Compensation Management

When I think of a time that compensation motivated my behavior in the workplace I think of my prior job as a waitress at a local sushi restaurant. I had worked there for just about 5 years. The entire time I worked there my tips were cut, and different sections in the restaurant had different tip outs. For the Hibachi tables where the chef cooks at the table, tips were split 50/50 between the chef and the server. One day I had a huge table of about 30 people for a work party at a hibachi table and I knew the main person who was paying as he was a childhood friend of mine’s dad. Their party went well and I spent most of my shift working with them instead of taking other tables because they needed most of my attention. When it came time to pay the bill the main person asked me how the tip system worked, as many customers would ask, before tipping. I let him know that the chef and I split the tip evenly and he gave me two hundred dollar bills, he said one for me and one for the chef. I was thrilled to take home a hundred dollar tip and because it was in cash I would get to keep it fully. I gave the chef his hundred and we high fived and I went on with my night.
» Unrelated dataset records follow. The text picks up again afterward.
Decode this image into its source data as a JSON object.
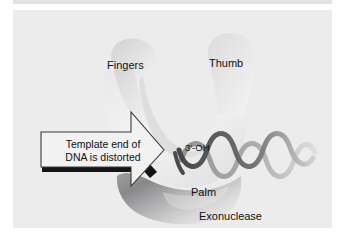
{
  "figure": {
    "kind": "biology-diagram",
    "background_color": "#ffffff",
    "panel_color": "#ececed",
    "rule_color": "#e3e3e3"
  },
  "labels": {
    "fingers": "Fingers",
    "thumb": "Thumb",
    "palm": "Palm",
    "exonuclease": "Exonuclease",
    "three_prime_oh": "3'-OH"
  },
  "callout": {
    "line1": "Template end of",
    "line2": "DNA is distorted",
    "box_fill": "#f2f2f2",
    "box_stroke": "#3a3a3a",
    "shadow_color": "#1a1a1a"
  },
  "shapes": {
    "enzyme_fill_light": "#e2e2e3",
    "enzyme_fill_mid": "#d6d6d7",
    "exonuclease_fill_dark": "#7e7e80",
    "exonuclease_fill_light": "#dcdcdd",
    "dna_strand_dark": "#4b4b4d",
    "dna_strand_light": "#b9b9bb",
    "template_bar": "#141414"
  }
}
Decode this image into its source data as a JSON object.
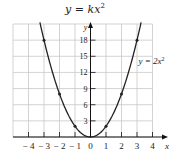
{
  "header": {
    "title": "y = kx",
    "title_exponent": "2"
  },
  "chart_data": {
    "type": "line",
    "xlabel": "x",
    "ylabel": "y",
    "xlim": [
      -5,
      5
    ],
    "ylim": [
      0,
      21
    ],
    "grid": true,
    "x_ticks": [
      -4,
      -3,
      -2,
      -1,
      0,
      1,
      2,
      3,
      4
    ],
    "y_ticks": [
      3,
      6,
      9,
      12,
      15,
      18
    ],
    "series": [
      {
        "name": "y = 2x^2",
        "function": "2*x^2",
        "points": [
          {
            "x": -3,
            "y": 18
          },
          {
            "x": -2,
            "y": 8
          },
          {
            "x": -1,
            "y": 2
          },
          {
            "x": 0,
            "y": 0
          },
          {
            "x": 1,
            "y": 2
          },
          {
            "x": 2,
            "y": 8
          },
          {
            "x": 3,
            "y": 18
          }
        ],
        "marked_points": [
          [
            -3,
            18
          ],
          [
            -2,
            8
          ],
          [
            -1,
            2
          ],
          [
            1,
            2
          ],
          [
            2,
            8
          ],
          [
            3,
            18
          ]
        ]
      }
    ],
    "annotations": [
      {
        "text": "y = 2x^2",
        "x": 3.4,
        "y": 14
      }
    ]
  },
  "labels": {
    "curve_label": "y = 2x",
    "curve_label_exp": "2",
    "x_axis": "x",
    "y_axis": "y",
    "x_ticks": [
      "− 4",
      "− 3",
      "− 2",
      "− 1",
      "0",
      "1",
      "2",
      "3",
      "4"
    ],
    "y_ticks": [
      "18",
      "15",
      "12",
      "9",
      "6",
      "3"
    ]
  },
  "colors": {
    "grid": "#c8c8c8",
    "axis": "#111111",
    "curve": "#222222"
  }
}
When it came time to leave and cash out, my boss informed me that she and my other two bosses (all three were owners) talked and they thought I needed to split my hundred dollar bill, but the chef didn’t. She was changing the rules around my big tip because I didn’t have many other tables to contribute to the tip pool for the night.

This situation led to a few servers quitting as they realized that the tip system was all just made up according to what the owners wanted to do, and we weren’t even sure if what we had been told for years was accurate. Because I had worked there for so long, I knew it well and it worked with my schedule, I stayed working there but my effort level definitely decreased. I didn’t go out of my way to take big tables anymore, and I didn’t go out of my way to offer to close or pick up shifts anymore. I think compensation led me to feel that way because it showed me how little they valued me and my efforts. I had worked there for years, and the tip was an overly generous tip partially due to the rapport I had with the customer and the level of work I put in. I deserved the tip in general and according to their tip policy. Once they took away the compensation I deserved basically just because they wanted a part of it, I lost the motivation to really work hard for the organization because I saw that they didn’t value me.